See this BBC article: What was the truth about the madness of George III?
Short articles on the personal lives of peculiar Royals in history. The absolute power they enjoyed often brought out the worst features of their character. Many Royals had egocentric, megalomaniac or paranoid tendencies and their mental states ranged from severe psychotic and psycho-organic disorders to personality disorders and light neuroses. Although not all Royals in this series were clinically mad, they certainly were peculiar. See also: madmonarchs.nl
20 April 2013
Another theory about British King George III's illness
Modern medicine may help us to discover the real reasons behind King George III's erratic behaviour, writes historian Lucy Worsley.
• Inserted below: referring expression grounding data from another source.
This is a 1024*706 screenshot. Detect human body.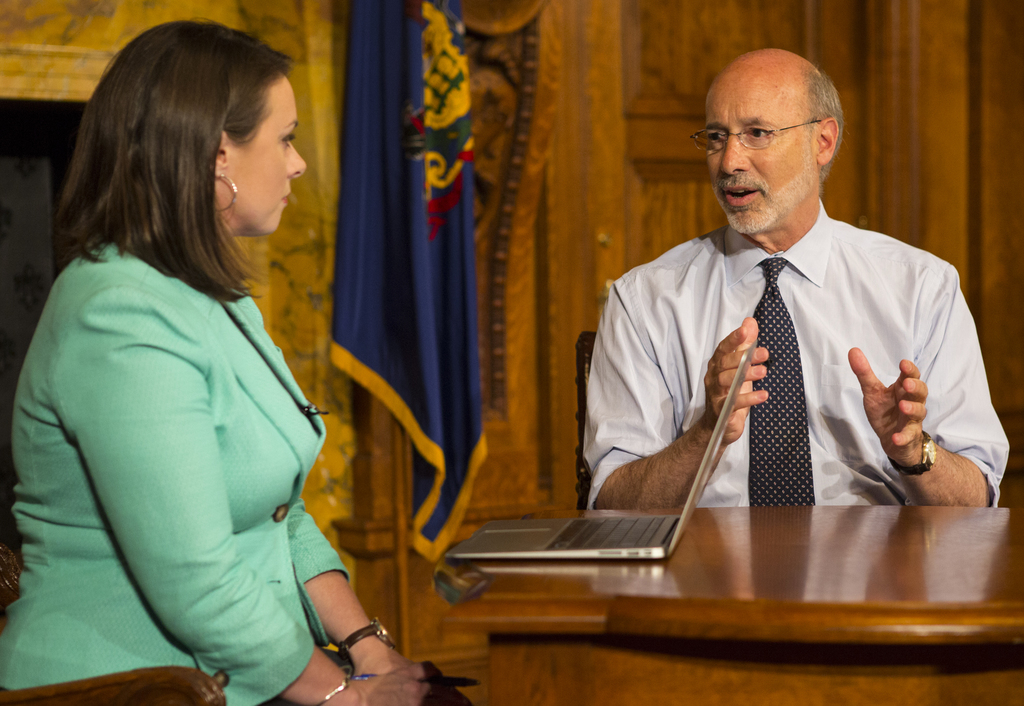
583, 51, 1003, 505.
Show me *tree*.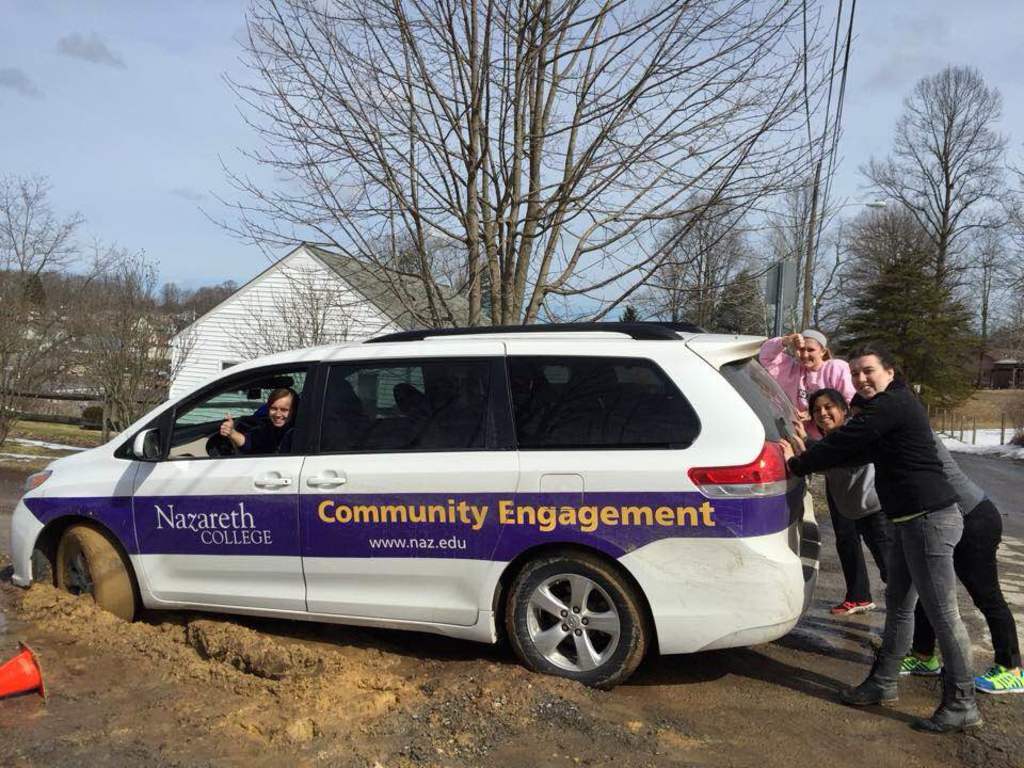
*tree* is here: bbox=(855, 63, 1004, 397).
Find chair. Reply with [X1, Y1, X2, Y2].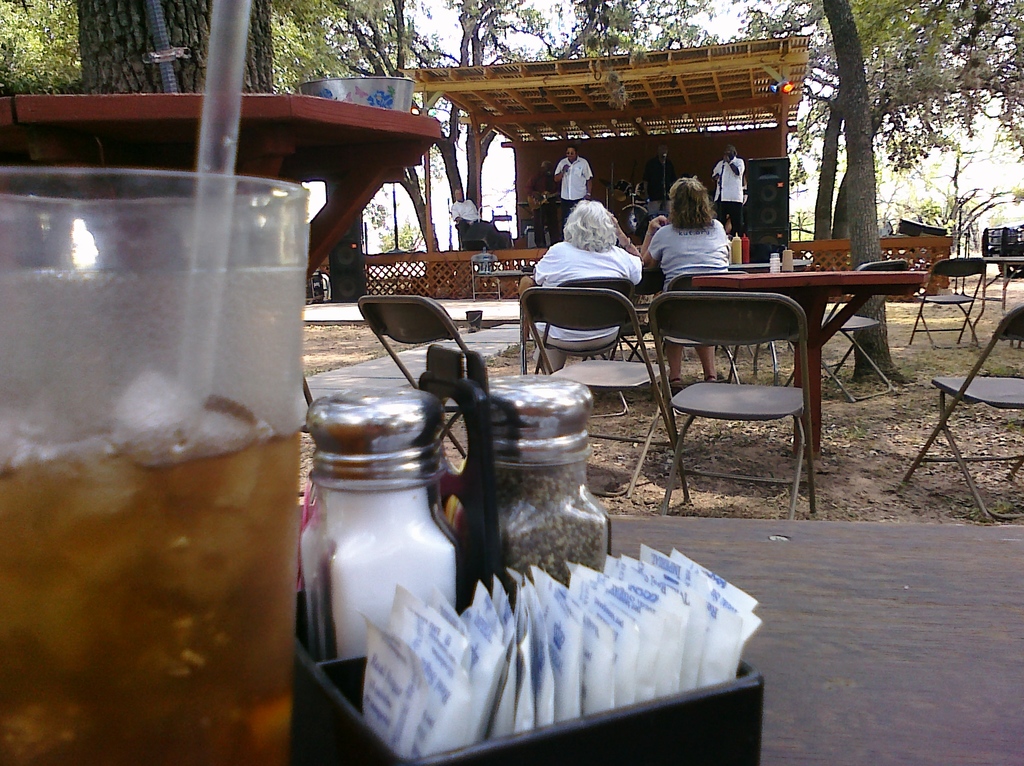
[522, 285, 680, 498].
Using the evidence of thousands of George III's own handwritten letters, Dr. Peter Garrard and Dr. Vassiliki Rentoumi have been analysing his use of language. George III, when ill, often repeated himself, and at the same time his vocabulary became much more complex, creative and colorful.
These are features that can be seen today in the writing and speech of patients experiencing the manic phase of psychiatric illnesses such as bipolar disorder. Mania, or harmful euphoria, is at one end of a spectrum of mood disorders, with sadness, or depression, at the other. George's being in a manic state would also match contemporary descriptions of his illness by witnesses.